EU lawmakers are calling for a formal review of how decentralized finance, staking services and non-fungible tokens should be regulated, signaling that the bloc’s existing crypto framework may not adequately cover these fast-growing segments.
EU lawmakers are calling for a formal review of how decentralized finance, staking services and non-fungible tokens should be regulated, signaling that the bloc’s existing crypto framework may not adequately cover these fast-growing segments.
The push comes through the European Parliament’s Economic and Monetary Affairs Committee (ECON), which has drafted a report urging the European Commission to reassess whether current rules, particularly those under the Markets in Crypto-Assets Regulation (MiCA), sufficiently address DeFi protocols, staking arrangements and NFT marketplaces. The ECON draft report frames the initiative as a regulatory reassessment rather than an immediate rule change. For related coverage, see Senators Urge Treasury to Preserve State Stablecoin Authority in GENIUS Bill.
WHAT TO KNOW
- This is a review request, not a new law. EU lawmakers are urging the Commission to examine gaps in crypto oversight, but no binding rules have been proposed yet.
- Three distinct segments are in scope. DeFi, staking and NFTs each raise different regulatory questions and may require separate treatment.
Why EU lawmakers want a review now
MiCA, which took full effect in late 2024, deliberately excluded or deferred rules on fully decentralized protocols, most NFTs and certain staking activities. The Commission had committed to revisiting these carve-outs, and the targeted consultation document published by the Commission’s finance directorate confirms that process is now underway. For related coverage, see Tether Gold, Ledn Target XAUT-Backed Mortgages in 2026.
Parliament’s ECON committee is adding political pressure by formally stating that the current scope leaves gaps. The review request does not automatically trigger legislation, but it puts the Commission on notice that lawmakers expect concrete proposals. For related coverage, see Kiwoom Securities Seeks Stake in Bithumb Amid IPO Push.
The move echoes a broader pattern of legislatures worldwide tightening scrutiny of digital assets. In the United States, senators have urged Treasury to preserve state-level stablecoin authority within the GENIUS Bill, while Poland’s president has vetoed crypto regulation legislation for a third time, highlighting how uneven global approaches remain.
How DeFi, staking and NFTs could face different scrutiny
DeFi protocols, staking services and NFT platforms represent fundamentally different products with distinct risk profiles. Treating them under a single regulatory umbrella could create mismatched obligations.
DeFi protocols operate without centralized intermediaries, raising questions about who bears compliance responsibility. Staking services, by contrast, often involve identifiable operators that custody user assets, making them more straightforward to regulate but also raising investor-protection concerns around lock-up periods and slashing risk.
NFTs present a third challenge. While MiCA excluded most NFTs as non-financial instruments, fractionalized NFTs and NFT-based financial products blur the line between collectibles and securities. The European Parliament’s research service has previously studied these classification difficulties.
The review may focus on whether existing definitions need updating, whether new supervisory mandates are required, or whether certain activities should be brought under existing financial services directives rather than crypto-specific rules.
What the review could mean for the crypto industry next
If the Commission acts on Parliament’s request, the first tangible step would likely be a public consultation followed by a legislative proposal. That timeline could stretch well into 2027, but market participants tend to adjust compliance strategies early when regulatory signals are this direct.
For DeFi builders operating in the EU, the review raises questions about whether front-end operators, governance token holders or liquidity providers could eventually face registration requirements. Staking providers may need to prepare for disclosure obligations similar to those already imposed on centralized exchanges under MiCA.
Cross-border implications are also significant. EU regulation often sets a benchmark that other jurisdictions reference, meaning outcomes from this review could influence stablecoin and digital asset oversight debates beyond Europe’s borders.
The proposed amendments filed within the ECON committee suggest lawmakers are still debating the scope and pace of any new requirements, with no consensus yet on how far oversight should extend into decentralized systems.
Disclaimer: This article is for informational purposes only and does not constitute financial or investment advice. Cryptocurrency and digital asset markets carry significant risk. Always do your own research before making decisions.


Exercise details :: Could you copy exactly the line that contains "Convert this screenshot" and every line after it to the end of the records, and nothing more?

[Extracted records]

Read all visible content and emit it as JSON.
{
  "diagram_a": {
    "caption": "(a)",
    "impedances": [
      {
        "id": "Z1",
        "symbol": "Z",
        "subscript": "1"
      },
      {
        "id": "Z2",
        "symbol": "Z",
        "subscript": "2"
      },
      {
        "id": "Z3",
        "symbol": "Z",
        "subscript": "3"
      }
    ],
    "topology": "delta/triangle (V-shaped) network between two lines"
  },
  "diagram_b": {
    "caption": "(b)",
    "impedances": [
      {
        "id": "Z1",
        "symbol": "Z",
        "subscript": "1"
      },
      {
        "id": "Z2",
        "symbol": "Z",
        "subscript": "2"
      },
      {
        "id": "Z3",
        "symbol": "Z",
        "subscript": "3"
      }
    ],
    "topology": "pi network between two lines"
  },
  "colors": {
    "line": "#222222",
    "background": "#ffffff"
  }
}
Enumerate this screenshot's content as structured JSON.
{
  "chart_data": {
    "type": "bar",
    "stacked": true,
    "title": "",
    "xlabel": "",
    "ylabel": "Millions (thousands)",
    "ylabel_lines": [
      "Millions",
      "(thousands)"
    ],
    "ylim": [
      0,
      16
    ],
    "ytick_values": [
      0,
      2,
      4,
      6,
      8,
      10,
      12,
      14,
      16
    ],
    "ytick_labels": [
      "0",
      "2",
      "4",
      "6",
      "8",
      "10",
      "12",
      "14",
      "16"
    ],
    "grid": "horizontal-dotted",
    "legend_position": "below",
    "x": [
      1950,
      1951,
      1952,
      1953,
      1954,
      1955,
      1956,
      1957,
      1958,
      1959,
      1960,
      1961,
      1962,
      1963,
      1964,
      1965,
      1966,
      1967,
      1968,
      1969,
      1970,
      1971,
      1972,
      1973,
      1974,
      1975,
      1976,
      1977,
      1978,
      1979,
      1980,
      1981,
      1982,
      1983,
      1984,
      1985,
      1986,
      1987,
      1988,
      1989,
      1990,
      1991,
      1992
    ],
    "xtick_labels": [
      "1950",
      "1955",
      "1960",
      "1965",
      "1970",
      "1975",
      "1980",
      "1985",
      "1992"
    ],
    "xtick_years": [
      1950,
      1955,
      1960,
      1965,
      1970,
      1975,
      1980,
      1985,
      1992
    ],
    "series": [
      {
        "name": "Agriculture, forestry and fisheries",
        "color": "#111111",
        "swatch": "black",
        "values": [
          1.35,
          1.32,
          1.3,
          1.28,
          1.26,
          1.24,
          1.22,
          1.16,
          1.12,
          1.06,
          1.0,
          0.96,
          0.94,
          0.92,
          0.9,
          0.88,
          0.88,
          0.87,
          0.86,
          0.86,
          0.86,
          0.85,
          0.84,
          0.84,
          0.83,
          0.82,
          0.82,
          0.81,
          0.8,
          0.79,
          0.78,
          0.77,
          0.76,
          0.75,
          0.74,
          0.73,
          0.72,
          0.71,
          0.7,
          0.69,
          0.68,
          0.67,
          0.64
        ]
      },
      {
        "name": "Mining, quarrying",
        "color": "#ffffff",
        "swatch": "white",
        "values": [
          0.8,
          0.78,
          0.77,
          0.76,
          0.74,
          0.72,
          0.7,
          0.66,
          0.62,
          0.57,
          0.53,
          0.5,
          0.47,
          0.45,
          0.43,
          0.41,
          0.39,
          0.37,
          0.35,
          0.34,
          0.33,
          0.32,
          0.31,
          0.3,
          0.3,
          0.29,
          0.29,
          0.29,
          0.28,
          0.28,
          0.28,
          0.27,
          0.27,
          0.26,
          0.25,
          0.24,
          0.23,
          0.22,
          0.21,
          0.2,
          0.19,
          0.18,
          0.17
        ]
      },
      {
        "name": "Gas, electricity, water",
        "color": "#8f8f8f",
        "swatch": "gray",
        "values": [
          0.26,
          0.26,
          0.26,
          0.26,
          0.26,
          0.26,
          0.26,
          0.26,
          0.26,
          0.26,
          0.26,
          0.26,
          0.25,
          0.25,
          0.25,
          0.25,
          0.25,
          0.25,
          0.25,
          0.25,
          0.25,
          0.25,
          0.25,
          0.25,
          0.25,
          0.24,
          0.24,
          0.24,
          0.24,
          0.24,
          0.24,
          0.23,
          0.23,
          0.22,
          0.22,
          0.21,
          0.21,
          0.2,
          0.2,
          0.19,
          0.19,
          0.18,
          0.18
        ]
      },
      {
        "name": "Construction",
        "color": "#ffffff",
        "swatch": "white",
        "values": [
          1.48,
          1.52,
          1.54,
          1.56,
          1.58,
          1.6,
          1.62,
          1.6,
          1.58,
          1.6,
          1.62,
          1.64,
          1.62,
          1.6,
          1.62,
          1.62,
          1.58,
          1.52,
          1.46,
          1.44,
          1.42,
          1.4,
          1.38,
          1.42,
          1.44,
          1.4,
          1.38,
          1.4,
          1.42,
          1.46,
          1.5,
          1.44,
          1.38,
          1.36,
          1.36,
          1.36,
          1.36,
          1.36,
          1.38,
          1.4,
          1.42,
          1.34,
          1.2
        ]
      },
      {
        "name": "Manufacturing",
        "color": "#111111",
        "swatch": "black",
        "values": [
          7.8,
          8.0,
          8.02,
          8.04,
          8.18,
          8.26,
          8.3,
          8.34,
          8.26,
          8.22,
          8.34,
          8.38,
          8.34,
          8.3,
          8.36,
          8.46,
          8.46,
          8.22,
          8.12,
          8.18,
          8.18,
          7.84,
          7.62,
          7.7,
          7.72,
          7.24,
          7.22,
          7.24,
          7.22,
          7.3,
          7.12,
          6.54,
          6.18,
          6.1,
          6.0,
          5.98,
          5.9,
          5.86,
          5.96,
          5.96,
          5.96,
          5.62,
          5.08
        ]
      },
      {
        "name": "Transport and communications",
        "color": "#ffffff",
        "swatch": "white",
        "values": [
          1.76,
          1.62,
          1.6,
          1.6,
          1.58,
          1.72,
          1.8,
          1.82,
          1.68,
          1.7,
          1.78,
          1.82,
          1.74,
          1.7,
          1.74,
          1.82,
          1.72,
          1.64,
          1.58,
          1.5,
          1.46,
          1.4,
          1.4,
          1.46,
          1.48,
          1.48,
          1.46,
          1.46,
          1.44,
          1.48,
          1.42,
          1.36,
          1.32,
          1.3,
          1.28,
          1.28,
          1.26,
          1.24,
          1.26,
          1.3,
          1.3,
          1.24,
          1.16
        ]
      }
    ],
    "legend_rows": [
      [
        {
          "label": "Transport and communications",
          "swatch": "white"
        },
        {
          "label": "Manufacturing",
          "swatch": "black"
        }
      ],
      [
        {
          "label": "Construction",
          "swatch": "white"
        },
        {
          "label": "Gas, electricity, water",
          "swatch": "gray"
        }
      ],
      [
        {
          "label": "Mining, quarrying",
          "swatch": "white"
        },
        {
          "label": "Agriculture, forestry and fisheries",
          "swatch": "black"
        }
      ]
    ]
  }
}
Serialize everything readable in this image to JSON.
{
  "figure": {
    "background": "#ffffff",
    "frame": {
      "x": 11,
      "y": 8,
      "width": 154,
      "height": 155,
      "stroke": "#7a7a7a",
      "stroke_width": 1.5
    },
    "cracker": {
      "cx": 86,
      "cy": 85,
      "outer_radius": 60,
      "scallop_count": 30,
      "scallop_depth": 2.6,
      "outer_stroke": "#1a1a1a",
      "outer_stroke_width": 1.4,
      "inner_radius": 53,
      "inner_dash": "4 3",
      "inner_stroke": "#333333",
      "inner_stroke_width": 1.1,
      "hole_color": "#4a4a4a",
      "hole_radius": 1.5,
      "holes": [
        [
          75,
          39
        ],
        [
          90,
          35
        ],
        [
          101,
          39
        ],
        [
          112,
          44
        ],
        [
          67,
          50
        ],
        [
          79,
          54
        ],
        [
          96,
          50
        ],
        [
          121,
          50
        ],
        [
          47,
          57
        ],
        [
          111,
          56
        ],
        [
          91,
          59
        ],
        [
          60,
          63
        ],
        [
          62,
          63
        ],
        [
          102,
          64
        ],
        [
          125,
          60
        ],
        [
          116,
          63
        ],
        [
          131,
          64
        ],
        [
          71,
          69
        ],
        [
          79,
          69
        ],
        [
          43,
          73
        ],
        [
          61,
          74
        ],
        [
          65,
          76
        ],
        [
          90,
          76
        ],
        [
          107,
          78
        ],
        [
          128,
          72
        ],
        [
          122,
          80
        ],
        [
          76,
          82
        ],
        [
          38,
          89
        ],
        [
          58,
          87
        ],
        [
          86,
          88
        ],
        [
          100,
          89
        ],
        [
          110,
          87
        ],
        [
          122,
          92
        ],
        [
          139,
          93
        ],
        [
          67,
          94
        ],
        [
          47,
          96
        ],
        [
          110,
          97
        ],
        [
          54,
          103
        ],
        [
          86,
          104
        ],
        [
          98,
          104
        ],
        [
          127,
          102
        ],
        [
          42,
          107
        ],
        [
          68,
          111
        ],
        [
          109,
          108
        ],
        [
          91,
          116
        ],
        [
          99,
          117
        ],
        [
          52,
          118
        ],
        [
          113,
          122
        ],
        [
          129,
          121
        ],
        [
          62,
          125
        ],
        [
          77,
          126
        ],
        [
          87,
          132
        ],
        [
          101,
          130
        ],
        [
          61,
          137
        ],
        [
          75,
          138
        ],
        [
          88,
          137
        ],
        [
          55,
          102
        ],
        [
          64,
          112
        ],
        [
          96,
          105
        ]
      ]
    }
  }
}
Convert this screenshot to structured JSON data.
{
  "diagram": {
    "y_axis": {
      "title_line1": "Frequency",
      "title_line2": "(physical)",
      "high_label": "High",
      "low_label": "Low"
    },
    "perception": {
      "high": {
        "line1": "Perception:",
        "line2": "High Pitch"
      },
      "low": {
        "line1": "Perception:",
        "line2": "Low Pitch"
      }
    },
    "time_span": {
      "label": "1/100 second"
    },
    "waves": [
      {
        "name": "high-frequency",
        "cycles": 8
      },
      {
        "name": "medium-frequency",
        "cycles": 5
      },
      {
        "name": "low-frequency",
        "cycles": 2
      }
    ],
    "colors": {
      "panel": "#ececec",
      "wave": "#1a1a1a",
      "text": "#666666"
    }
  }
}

Answer space ::
Convert this screenshot to structured JSON data.
{
  "diagram": {
    "y_axis": {
      "title_line1": "Frequency",
      "title_line2": "(physical)",
      "high_label": "High",
      "low_label": "Low"
    },
    "perception": {
      "high": {
        "line1": "Perception:",
        "line2": "High Pitch"
      },
      "low": {
        "line1": "Perception:",
        "line2": "Low Pitch"
      }
    },
    "time_span": {
      "label": "1/100 second"
    },
    "waves": [
      {
        "name": "high-frequency",
        "cycles": 8
      },
      {
        "name": "medium-frequency",
        "cycles": 5
      },
      {
        "name": "low-frequency",
        "cycles": 2
      }
    ],
    "colors": {
      "panel": "#ececec",
      "wave": "#1a1a1a",
      "text": "#666666"
    }
  }
}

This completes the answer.